How much charging current is available and how quickly does it "need" to be charged? The one thing in particular that you should not do is try to charge them based on voltage control alone.
At a minimum you need a charge voltage above 1.45V per cell. Depending on the use pattern, if you have a lot of time you can wait for them to charge yet wouldn't leave them charging indefinitely, you could select a suitable series resistor to a trickle charge level, to drop current to approximately (mAh rated Capacity) C/15. Some will say even C/10, or even lower like C/30+ if it will sit charging for days at a time. This is cheap and easy, but also one of the major causes for complaints among owners of NiCd powered products in past years, that charging either took too long or it cooked the batteries, shortening their lifespan too much because the only charge termination is when the user unplugs it.
Along came dumb timer based circuits, a better approach but one with no consideration for how charged the battery was when the charge period started, so could easily still overcharge cells or fail to fully charge them.

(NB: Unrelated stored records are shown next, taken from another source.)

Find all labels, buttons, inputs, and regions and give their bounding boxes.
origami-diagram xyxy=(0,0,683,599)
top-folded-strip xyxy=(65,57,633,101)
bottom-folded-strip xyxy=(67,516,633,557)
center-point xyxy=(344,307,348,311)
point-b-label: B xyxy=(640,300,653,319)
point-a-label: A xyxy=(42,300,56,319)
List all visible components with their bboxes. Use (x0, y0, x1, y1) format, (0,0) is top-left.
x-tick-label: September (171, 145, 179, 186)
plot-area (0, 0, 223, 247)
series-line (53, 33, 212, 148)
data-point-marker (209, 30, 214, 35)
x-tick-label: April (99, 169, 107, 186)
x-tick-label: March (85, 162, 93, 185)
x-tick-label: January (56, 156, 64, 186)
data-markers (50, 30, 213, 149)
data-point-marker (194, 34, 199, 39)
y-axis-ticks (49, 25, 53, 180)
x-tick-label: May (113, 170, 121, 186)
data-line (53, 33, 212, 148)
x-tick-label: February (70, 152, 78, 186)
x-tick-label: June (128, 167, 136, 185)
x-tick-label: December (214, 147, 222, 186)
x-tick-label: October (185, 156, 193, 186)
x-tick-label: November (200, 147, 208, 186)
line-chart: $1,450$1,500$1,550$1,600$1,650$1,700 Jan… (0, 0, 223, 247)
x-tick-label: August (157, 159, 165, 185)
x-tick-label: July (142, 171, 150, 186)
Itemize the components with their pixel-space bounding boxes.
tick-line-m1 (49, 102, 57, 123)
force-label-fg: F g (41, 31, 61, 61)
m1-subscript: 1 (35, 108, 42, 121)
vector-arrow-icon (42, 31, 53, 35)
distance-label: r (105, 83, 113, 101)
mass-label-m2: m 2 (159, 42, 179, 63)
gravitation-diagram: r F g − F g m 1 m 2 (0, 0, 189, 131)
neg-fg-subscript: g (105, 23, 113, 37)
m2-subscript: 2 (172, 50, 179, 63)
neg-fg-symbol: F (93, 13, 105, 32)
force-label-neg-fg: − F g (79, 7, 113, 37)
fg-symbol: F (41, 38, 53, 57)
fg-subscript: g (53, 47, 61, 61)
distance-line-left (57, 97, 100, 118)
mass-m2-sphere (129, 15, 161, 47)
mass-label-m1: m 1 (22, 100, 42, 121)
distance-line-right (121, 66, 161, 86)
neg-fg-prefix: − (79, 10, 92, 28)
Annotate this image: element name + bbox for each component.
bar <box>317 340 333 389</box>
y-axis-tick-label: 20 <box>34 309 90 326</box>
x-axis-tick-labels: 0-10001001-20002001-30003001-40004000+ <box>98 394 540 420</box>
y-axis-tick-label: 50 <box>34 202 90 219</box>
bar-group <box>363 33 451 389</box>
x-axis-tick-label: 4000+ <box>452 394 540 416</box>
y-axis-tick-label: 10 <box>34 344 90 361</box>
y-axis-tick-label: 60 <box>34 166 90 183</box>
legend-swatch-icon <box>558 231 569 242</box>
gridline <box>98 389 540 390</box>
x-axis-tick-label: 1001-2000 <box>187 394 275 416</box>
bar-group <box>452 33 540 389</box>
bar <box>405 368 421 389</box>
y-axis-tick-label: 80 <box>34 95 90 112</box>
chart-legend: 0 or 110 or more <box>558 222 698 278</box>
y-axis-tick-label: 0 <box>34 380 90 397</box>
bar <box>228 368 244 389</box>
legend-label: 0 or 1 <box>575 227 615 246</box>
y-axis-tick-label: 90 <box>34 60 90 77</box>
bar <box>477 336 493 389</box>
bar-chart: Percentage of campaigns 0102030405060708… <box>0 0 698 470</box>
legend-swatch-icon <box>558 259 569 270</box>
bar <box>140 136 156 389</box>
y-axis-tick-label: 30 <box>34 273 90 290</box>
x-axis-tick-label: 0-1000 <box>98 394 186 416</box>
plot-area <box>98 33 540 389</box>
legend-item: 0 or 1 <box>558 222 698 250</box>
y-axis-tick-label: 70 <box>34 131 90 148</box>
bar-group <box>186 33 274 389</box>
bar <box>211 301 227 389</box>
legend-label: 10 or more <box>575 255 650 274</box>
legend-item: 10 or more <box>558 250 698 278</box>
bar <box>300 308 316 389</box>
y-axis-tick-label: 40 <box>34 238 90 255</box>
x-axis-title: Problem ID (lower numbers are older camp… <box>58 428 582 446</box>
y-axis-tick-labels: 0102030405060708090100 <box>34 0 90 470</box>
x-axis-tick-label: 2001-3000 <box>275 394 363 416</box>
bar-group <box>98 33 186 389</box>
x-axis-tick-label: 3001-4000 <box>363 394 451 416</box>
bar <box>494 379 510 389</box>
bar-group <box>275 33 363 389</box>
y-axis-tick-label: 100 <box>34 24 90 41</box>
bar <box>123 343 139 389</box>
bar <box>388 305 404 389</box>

Otherwise for safe faster charging you'll want a smart IC based charge control circuit and that will have its own inherent spec for forward voltage drop or minimum required input voltage to achieve 1.45 or higher output per cell in series. For example the control circuit might need 1.5V overhead so could need at least (1.5 + 2 * 1.45 = ) 4.4V input to charge two NiCd cells in series. While making such a circuit from scratch used to be a significant project, today you can probably pick up a bare board off eBay to do this for around $3 delivered from China.
I wouldn't worry too much about discharging too low and then reverse charging the weakest cell on a circuit that only has two *identical* NiCd cells in series. A purely resistive circuit could harm the weaker of the two cells but most circuits would cease to draw enough current to matter if they worked at all once one cell reached 0V and the other was getting close to that too.